MISO stressed that it continues to have sufficient capacity in the footprint.
“This year’s results reflect adequate resource availability for the upcoming planning year,” MISO Executive Director of Market Operations and Resource Adequacy Shawn McFarlane said. “The grid’s capability to effectively transfer resources among zones remains strong, and we appreciate our members’ participation.”
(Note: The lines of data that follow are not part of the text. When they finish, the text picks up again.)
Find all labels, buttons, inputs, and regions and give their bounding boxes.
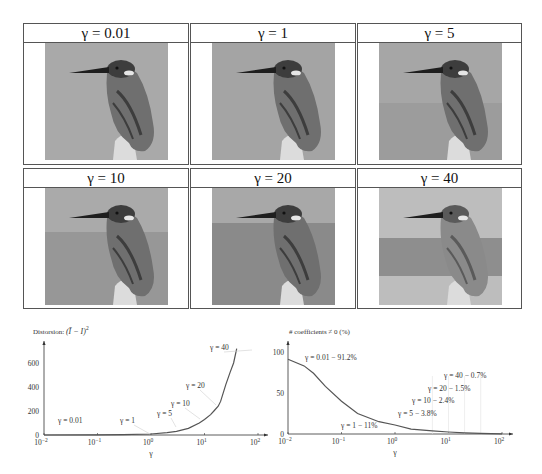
panel-gamma-0-01: γ = 0.01 xyxy=(23,23,189,165)
kingfisher-illustration xyxy=(379,43,502,160)
svg-text:γ = 1 − 11%: γ = 1 − 11% xyxy=(340,421,378,430)
svg-text:γ: γ xyxy=(392,448,397,457)
svg-text:102: 102 xyxy=(494,436,505,446)
coefficients-chart: 05010010−210−1100101102γ# coefficients ≠… xyxy=(271,325,542,474)
kingfisher-image xyxy=(212,188,335,305)
kingfisher-image xyxy=(379,43,502,160)
panel-title: γ = 40 xyxy=(358,169,521,188)
coefficients-axes: 05010010−210−1100101102γ# coefficients ≠… xyxy=(273,328,513,457)
svg-text:101: 101 xyxy=(440,436,451,446)
svg-text:10−1: 10−1 xyxy=(88,437,102,447)
panel-title: γ = 1 xyxy=(191,24,355,43)
svg-text:50: 50 xyxy=(277,389,285,398)
panel-gamma-1: γ = 1 xyxy=(190,23,356,165)
kingfisher-illustration xyxy=(45,43,168,160)
panel-gamma-5: γ = 5 xyxy=(357,23,522,165)
svg-text:102: 102 xyxy=(250,437,261,447)
distortion-axes: 020040060010−210−1100101102γDistorsion: … xyxy=(28,325,268,458)
svg-text:γ = 40: γ = 40 xyxy=(209,343,229,352)
svg-text:γ: γ xyxy=(148,449,153,458)
image-grid: γ = 0.01 γ = 1 γ = 5 γ = 10 γ = 20 γ = 4… xyxy=(23,23,522,309)
panel-title: γ = 5 xyxy=(358,24,521,43)
svg-text:200: 200 xyxy=(28,407,40,416)
svg-text:γ = 0.01: γ = 0.01 xyxy=(57,416,83,425)
panel-gamma-10: γ = 10 xyxy=(23,168,189,309)
svg-text:100: 100 xyxy=(387,436,398,446)
svg-text:γ = 10: γ = 10 xyxy=(170,399,190,408)
kingfisher-illustration xyxy=(379,188,502,305)
svg-text:10−1: 10−1 xyxy=(332,436,346,446)
svg-text:Distorsion: (Ī − I)2: Distorsion: (Ī − I)2 xyxy=(33,325,89,336)
svg-text:# coefficients ≠ 0 (%): # coefficients ≠ 0 (%) xyxy=(289,328,351,336)
svg-text:γ = 20: γ = 20 xyxy=(185,381,205,390)
kingfisher-illustration xyxy=(212,43,335,160)
svg-text:100: 100 xyxy=(143,437,154,447)
svg-text:600: 600 xyxy=(28,359,40,368)
kingfisher-illustration xyxy=(212,188,335,305)
kingfisher-illustration xyxy=(45,188,168,305)
svg-text:400: 400 xyxy=(28,383,40,392)
coefficients-plot: 05010010−210−1100101102γ# coefficients ≠… xyxy=(271,325,542,474)
svg-text:10−2: 10−2 xyxy=(34,437,48,447)
svg-text:γ = 20 − 1.5%: γ = 20 − 1.5% xyxy=(427,384,470,393)
svg-text:γ = 1: γ = 1 xyxy=(119,416,135,425)
svg-text:γ = 0.01 − 91.2%: γ = 0.01 − 91.2% xyxy=(304,353,357,362)
distortion-chart: 020040060010−210−1100101102γDistorsion: … xyxy=(0,325,271,474)
kingfisher-image xyxy=(45,188,168,305)
kingfisher-image xyxy=(379,188,502,305)
svg-text:10−2: 10−2 xyxy=(278,436,292,446)
panel-title: γ = 20 xyxy=(191,169,355,188)
panel-title: γ = 0.01 xyxy=(24,24,188,43)
svg-text:γ = 5 − 3.8%: γ = 5 − 3.8% xyxy=(397,409,437,418)
svg-text:γ = 5: γ = 5 xyxy=(156,409,172,418)
panel-gamma-20: γ = 20 xyxy=(190,168,356,309)
svg-text:101: 101 xyxy=(196,437,207,447)
panel-gamma-40: γ = 40 xyxy=(357,168,522,309)
panel-title: γ = 10 xyxy=(24,169,188,188)
distortion-plot: 020040060010−210−1100101102γDistorsion: … xyxy=(0,325,271,474)
svg-text:100: 100 xyxy=(273,348,285,357)
kingfisher-image xyxy=(45,43,168,160)
svg-text:γ = 10 − 2.4%: γ = 10 − 2.4% xyxy=(411,396,454,405)
kingfisher-image xyxy=(212,43,335,160)
svg-text:γ = 40 − 0.7%: γ = 40 − 0.7% xyxy=(443,371,486,380)
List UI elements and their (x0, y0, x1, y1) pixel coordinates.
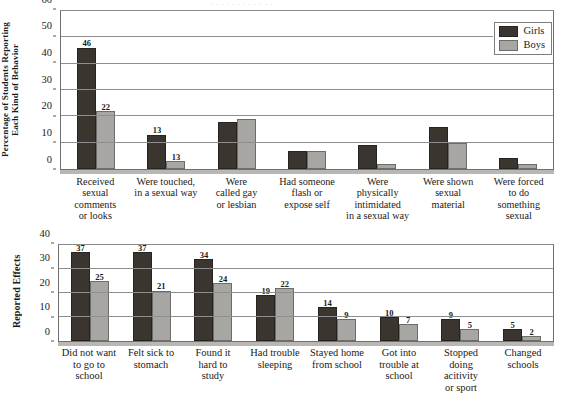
bar-group: 3725 (59, 245, 121, 341)
bar-value-label: 5 (468, 321, 472, 330)
bar-boys: 13 (166, 161, 185, 169)
y-tick-mark (53, 89, 56, 90)
bar-value-label: 13 (153, 126, 162, 135)
bar-group (412, 11, 482, 169)
bar-group: 1922 (244, 245, 306, 341)
x-axis-category-label: Were touched,in a sexual way (131, 176, 202, 222)
bar-boys: 2 (522, 336, 541, 341)
bar-group: 107 (368, 245, 430, 341)
bar-girls: 10 (380, 317, 399, 341)
gridline (61, 63, 553, 64)
bar-boys: 7 (399, 324, 418, 341)
bar-girls: 37 (133, 252, 152, 341)
y-axis-title-top-line1: Percentage of Students Reporting (0, 23, 10, 158)
y-axis-top: 0102030405060 (34, 10, 56, 170)
bar-value-label: 2 (530, 328, 534, 337)
bar-girls: 46 (77, 48, 96, 169)
bar-girls (288, 151, 307, 169)
bar-boys: 9 (337, 319, 356, 341)
bar-value-label: 24 (219, 275, 228, 284)
x-axis-labels-top: Receivedsexualcommentsor looksWere touch… (60, 176, 554, 222)
x-axis-category-label: Got intotrouble atschool (368, 347, 430, 394)
bar-value-label: 5 (511, 321, 515, 330)
gridline (61, 36, 553, 37)
bar-girls: 14 (318, 307, 337, 341)
bar-value-label: 37 (138, 244, 147, 253)
plot-area-wrapper-bottom: 010203040 37253721342419221491079552 (32, 244, 554, 342)
y-tick-label: 0 (47, 154, 52, 165)
legend-swatch-girls-icon (499, 26, 518, 37)
gridline (59, 292, 553, 293)
x-axis-category-label: Werephysicallyintimidatedin a sexual way (342, 176, 413, 222)
x-axis-category-label: Changedschools (492, 347, 554, 394)
y-tick-label: 60 (42, 0, 53, 5)
x-axis-category-label: Had someoneflash orexpose self (272, 176, 343, 222)
bar-boys (518, 164, 537, 169)
bar-boys: 22 (96, 111, 115, 169)
bar-group: 95 (430, 245, 492, 341)
bar-girls (358, 145, 377, 169)
bar-group (202, 11, 272, 169)
bar-girls: 37 (71, 252, 90, 341)
legend: Girls Boys (494, 22, 552, 55)
plot-top: 46221313 (60, 10, 554, 170)
gridline (59, 268, 553, 269)
x-axis-category-label: Felt sick tostomach (120, 347, 182, 394)
bar-group: 149 (306, 245, 368, 341)
bar-girls (218, 122, 237, 169)
bar-value-label: 34 (200, 251, 209, 260)
y-tick-label: 20 (40, 277, 51, 288)
bar-girls: 5 (503, 329, 522, 341)
bar-group: 1313 (131, 11, 201, 169)
x-axis-category-label: Had troublesleeping (244, 347, 306, 394)
y-axis-title-top: Percentage of Students Reporting Each Ki… (1, 10, 27, 170)
bar-boys: 22 (275, 288, 294, 341)
y-tick-mark (51, 243, 54, 244)
y-tick-mark (53, 169, 56, 170)
bar-groups-bottom: 37253721342419221491079552 (59, 245, 553, 341)
y-tick-mark (51, 267, 54, 268)
y-tick-label: 40 (40, 228, 51, 239)
baseline-shadow-top (60, 170, 554, 174)
y-axis-title-top-line2: Each Kind of Behavior (10, 44, 20, 136)
chart-reported-effects: Reported Effects 010203040 3725372134241… (0, 240, 564, 409)
x-axis-labels-bottom: Did not wantto go toschoolFelt sick tost… (58, 347, 554, 394)
bar-value-label: 22 (101, 103, 110, 112)
y-tick-mark (53, 142, 56, 143)
bar-value-label: 37 (76, 244, 85, 253)
baseline-shadow-bottom (58, 342, 554, 346)
bar-group (342, 11, 412, 169)
bar-boys: 5 (460, 329, 479, 341)
y-axis-title-bottom: Reported Effects (12, 248, 26, 334)
y-tick-label: 50 (42, 21, 53, 32)
y-tick-mark (51, 341, 54, 342)
y-tick-label: 30 (40, 253, 51, 264)
y-tick-mark (51, 316, 54, 317)
bar-girls (429, 127, 448, 169)
bar-group (272, 11, 342, 169)
x-axis-category-label: Receivedsexualcommentsor looks (60, 176, 131, 222)
y-tick-label: 0 (45, 326, 50, 337)
bar-value-label: 46 (82, 39, 91, 48)
y-tick-label: 20 (42, 101, 53, 112)
y-tick-label: 40 (42, 48, 53, 59)
bar-boys (307, 151, 326, 169)
y-tick-label: 10 (42, 128, 53, 139)
bar-girls: 34 (194, 259, 213, 341)
legend-label-boys: Boys (523, 40, 545, 51)
gridline (61, 115, 553, 116)
gridline (59, 316, 553, 317)
legend-label-girls: Girls (523, 26, 544, 37)
bar-groups-top: 46221313 (61, 11, 553, 169)
bar-group: 4622 (61, 11, 131, 169)
bar-boys: 25 (90, 281, 109, 341)
legend-item-boys: Boys (499, 40, 545, 51)
plot-bottom: 37253721342419221491079552 (58, 244, 554, 342)
bar-group: 3721 (121, 245, 183, 341)
gridline (61, 89, 553, 90)
x-axis-category-label: Were shownsexualmaterial (413, 176, 484, 222)
x-axis-category-label: Did not wantto go toschool (58, 347, 120, 394)
legend-item-girls: Girls (499, 26, 545, 37)
x-axis-category-label: Stoppeddoingacitivityor sport (430, 347, 492, 394)
bar-value-label: 22 (280, 280, 289, 289)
“Most of the zones cleared at a relatively low prices, reflecting trends we’ve seen over the last few years. The vast majority are well-positioned to meet their capacity needs,” MISO Manager of Capacity Market Administration Eric Thoms said during a special April 15 conference call to discuss auction results. “That’s indicative of the makeup of the footprint.”
But Thoms said Zone 7 has frequently been “very tight, capacity-wise.”
Thoms also emphasized to stakeholders that CONE is function of MISO’s FERC-accepted Tariff, and most load-serving entities in lower Michigan would not be exposed to the CONE price.
“Per the Tariff, if the zone is short of its local clearing requirement, it’s capped at CONE,” he explained.
Thoms also said Zone 7 was impacted by a new rule this year that prohibits resources from offering into the auction if they will be on outage for longer than 90 days of the first 120 days of the planning year. Thoms estimated that the rule impacted 200 to 300 MW of planning resources in Zone 7.
“Being that Zone 7 was tight on a razor’s edge … the outage policy contributed to the zone not being able to meet its local clearing requirement,” he said.
MISO fully expects to field more questions about Zone 7 at upcoming Resource Adequacy Subcommittee meetings, Thoms said.
“There’s going to be a lot of speculation about what this means for Zone 7 this summer,” Coalition of Midwest Transmission Customers attorney Jim Dauphinais said.
Before this year’s Zone 7 price, the most expensive capacity price ever recorded in MISO was the $150/MW-day in southern Illinois’ Zone 4 during the 2015/16 PRA. The price spurred allegations of market manipulation, a three-year FERC investigation and — five years later — a contested FERC assurance that nothing untoward occurred. (See FERC Shelves Grievances over MISO Capacity Auction.)
MISO said auction results line up with the annual Organization of MISO States-MISO resource adequacy survey, which predicted adequate reserves through 2022 but warned that Zone 7, Zone 4 and Indiana and western Kentucky’s Zone 6 have the greatest resource adequacy risks. Last year’s survey indicated a potential 0.9-GW shortage in lower Michigan in 2020. (See Supply Future Brighter, OMS-MISO Survey Shows.)
The RTO said conventional generation will provide about 80% of capacity this planning year. Coal is set to provide 34% of capacity, while natural gas will provide 38%. Nuclear generation again holds steady at about 9%.
However, MISO said renewable capacity continued to gain market share. It reported 850 MW of solar generation cleared this year’s auction — an increase of 25% from last year — and 3,275 MW of wind generation cleared, a 21% year-over-year increase. Demand-based resources also climbed, providing nearly 16 GW of capacity as compared to last year’s nearly 15 GW.
The RTO said will publish the cleared load-modifying resources to the nonpublic MISO Communications System by May 25.